I don’t want to hijack your thread, but am keen to connect with other NZ’ers that might be able to point me in the right direction and your title looks like it fits that bill. I’ve only spent a few hours reading but there’s lots of info that to be fair is a bit over my head or hasn’t sunk in properly yet.

Since reading about LoRa a couple of years ago I’d been sporadically searching to try and find if the tech had developed somewhere near a user level that I might be able to create some projects blending in my limited Arduino knowledge. Meshtastic looks like it might just have cracked that level.

I often organise rally sprints and hillclimbs and radio communication over the course is the biggest difficulty for most venues. The locations generally have poor line of sight due to hills or forestry and little to no cell coverage. My concept is initially to be able to place a nodes (maybe every 500m or so) along the course that can each talk directly to one or more other nodes in each direction, and to be able to broadcast messages across the whole network. To start with it might be just sending start and finish beam break times, maybe it could develop to have automated intermediate marshal points, and then maybe a node in each car to track competitors on the course like “Rallysafe” or the WRC coverage, but on a peasant budget.

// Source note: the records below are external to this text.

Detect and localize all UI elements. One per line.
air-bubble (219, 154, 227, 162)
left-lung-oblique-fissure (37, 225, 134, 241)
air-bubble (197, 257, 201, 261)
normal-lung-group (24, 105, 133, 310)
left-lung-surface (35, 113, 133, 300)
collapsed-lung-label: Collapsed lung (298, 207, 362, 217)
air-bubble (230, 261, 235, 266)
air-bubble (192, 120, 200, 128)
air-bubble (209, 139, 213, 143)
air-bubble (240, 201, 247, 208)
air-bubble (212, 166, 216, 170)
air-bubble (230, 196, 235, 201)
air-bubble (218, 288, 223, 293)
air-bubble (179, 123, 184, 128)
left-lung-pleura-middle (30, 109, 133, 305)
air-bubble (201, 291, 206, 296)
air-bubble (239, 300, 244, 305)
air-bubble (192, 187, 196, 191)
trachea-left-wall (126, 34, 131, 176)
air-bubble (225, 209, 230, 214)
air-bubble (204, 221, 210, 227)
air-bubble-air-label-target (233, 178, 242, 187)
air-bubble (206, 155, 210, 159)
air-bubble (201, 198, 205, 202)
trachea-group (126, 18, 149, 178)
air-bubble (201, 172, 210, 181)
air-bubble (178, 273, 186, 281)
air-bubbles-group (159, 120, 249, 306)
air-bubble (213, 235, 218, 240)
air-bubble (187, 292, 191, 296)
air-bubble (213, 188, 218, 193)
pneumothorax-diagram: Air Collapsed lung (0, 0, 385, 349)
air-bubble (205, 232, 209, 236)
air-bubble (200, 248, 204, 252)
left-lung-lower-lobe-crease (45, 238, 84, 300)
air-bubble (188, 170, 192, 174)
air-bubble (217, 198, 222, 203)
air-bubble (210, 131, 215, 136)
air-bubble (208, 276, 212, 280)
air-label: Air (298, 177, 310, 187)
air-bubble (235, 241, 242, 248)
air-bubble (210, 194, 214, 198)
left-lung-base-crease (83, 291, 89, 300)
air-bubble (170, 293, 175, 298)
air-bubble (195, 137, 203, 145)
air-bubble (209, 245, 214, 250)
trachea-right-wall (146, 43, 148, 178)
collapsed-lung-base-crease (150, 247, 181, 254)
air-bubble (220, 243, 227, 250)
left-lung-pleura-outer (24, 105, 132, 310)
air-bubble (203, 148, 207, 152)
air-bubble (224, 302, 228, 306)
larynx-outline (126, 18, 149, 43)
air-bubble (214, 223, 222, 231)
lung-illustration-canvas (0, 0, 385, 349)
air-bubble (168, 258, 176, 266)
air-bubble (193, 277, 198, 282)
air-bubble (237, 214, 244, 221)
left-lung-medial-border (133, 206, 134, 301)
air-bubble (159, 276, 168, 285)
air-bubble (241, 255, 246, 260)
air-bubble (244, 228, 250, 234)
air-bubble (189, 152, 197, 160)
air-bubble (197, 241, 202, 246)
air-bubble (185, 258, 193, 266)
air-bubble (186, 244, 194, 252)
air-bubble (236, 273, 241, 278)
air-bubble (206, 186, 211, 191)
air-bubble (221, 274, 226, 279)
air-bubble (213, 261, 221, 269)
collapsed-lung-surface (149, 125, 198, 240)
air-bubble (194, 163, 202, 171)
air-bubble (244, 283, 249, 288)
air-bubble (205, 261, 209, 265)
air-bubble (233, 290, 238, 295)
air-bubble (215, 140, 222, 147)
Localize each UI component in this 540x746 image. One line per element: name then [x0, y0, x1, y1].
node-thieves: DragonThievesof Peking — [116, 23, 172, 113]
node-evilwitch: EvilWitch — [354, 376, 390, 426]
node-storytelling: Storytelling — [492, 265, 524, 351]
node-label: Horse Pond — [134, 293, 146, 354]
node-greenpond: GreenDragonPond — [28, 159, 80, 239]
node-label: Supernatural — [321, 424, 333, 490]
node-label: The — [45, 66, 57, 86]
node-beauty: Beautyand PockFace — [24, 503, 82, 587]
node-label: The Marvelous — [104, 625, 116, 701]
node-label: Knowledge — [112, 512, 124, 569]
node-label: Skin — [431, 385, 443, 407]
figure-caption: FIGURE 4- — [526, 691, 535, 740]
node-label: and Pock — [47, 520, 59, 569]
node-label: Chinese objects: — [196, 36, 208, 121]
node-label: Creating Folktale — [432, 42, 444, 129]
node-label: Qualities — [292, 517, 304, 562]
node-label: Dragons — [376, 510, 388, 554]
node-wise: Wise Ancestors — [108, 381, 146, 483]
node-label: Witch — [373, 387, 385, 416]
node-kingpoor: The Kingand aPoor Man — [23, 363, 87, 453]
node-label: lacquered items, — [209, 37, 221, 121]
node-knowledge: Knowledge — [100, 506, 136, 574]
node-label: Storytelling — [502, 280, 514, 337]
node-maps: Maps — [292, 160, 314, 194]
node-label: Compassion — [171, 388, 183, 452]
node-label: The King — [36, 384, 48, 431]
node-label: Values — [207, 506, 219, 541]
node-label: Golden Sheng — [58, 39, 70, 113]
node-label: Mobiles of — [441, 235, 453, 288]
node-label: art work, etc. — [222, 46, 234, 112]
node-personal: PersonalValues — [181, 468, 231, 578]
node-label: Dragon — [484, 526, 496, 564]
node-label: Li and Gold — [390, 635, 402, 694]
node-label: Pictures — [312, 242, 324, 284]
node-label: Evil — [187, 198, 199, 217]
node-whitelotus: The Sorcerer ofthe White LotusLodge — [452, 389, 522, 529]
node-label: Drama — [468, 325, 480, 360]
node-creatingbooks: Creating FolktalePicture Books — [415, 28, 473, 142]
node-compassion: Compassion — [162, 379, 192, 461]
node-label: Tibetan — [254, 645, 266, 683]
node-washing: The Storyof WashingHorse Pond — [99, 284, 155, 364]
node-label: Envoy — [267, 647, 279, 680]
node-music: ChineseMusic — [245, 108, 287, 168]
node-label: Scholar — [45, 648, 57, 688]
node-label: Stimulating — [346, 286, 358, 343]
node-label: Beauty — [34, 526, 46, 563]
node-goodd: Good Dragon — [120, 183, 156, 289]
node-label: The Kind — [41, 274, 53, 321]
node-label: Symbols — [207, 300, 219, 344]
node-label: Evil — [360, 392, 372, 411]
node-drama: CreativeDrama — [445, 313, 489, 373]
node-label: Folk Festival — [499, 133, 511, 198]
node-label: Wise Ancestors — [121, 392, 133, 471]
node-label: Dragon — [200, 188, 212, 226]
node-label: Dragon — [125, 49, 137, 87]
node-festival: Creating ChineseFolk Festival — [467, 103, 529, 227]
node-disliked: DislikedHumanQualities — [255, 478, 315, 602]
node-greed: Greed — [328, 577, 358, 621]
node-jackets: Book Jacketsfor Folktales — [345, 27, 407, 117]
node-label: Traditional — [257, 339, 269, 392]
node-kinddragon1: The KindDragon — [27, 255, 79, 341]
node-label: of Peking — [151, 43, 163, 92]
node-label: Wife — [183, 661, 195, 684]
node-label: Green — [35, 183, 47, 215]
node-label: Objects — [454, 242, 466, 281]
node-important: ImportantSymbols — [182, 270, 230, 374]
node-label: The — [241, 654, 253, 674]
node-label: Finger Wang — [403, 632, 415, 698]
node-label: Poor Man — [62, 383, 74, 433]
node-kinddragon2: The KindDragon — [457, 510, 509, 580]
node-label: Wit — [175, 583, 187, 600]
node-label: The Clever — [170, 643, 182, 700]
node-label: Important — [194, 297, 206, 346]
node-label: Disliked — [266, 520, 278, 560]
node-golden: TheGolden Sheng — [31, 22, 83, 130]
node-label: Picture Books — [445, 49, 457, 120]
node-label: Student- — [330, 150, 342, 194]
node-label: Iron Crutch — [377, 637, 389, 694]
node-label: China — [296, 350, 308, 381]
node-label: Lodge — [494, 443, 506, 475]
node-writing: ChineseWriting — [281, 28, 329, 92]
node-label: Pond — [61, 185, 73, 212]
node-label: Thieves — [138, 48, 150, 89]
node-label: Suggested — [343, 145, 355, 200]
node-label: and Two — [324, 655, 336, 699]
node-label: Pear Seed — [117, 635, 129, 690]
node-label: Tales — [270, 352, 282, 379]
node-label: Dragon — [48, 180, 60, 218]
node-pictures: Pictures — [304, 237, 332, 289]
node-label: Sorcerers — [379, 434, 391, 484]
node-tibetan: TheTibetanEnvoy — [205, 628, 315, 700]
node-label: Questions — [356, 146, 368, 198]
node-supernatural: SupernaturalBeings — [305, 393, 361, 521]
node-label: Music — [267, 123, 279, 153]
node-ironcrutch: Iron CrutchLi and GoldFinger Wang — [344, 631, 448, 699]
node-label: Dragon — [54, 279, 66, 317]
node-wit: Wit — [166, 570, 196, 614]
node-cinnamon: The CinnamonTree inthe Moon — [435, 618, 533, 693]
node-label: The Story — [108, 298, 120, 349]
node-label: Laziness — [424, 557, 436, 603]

I’m reasonably comfortable that I could program Arduinos to carry out tasks and use the Meshtastic nodes to just convey simple serial messages for use in the event HQ. I don’t know yet if I have missed something simple and Meshatastic could easily deal with simple I/O.

Also, I’ll buy a few shortly. I first saw a listing on Trademe. Is that the best or simplest, or do you have other suggestions.

Thanks in advance,
Daniel

Hi Daniel,

I’m pretty much just a user level kinda guy myself so won’t be too much help I’m sorry. However I’ll be watching with interest if you decide to progress with your ideas.

As far as buying boards go, Ali Express is your friend.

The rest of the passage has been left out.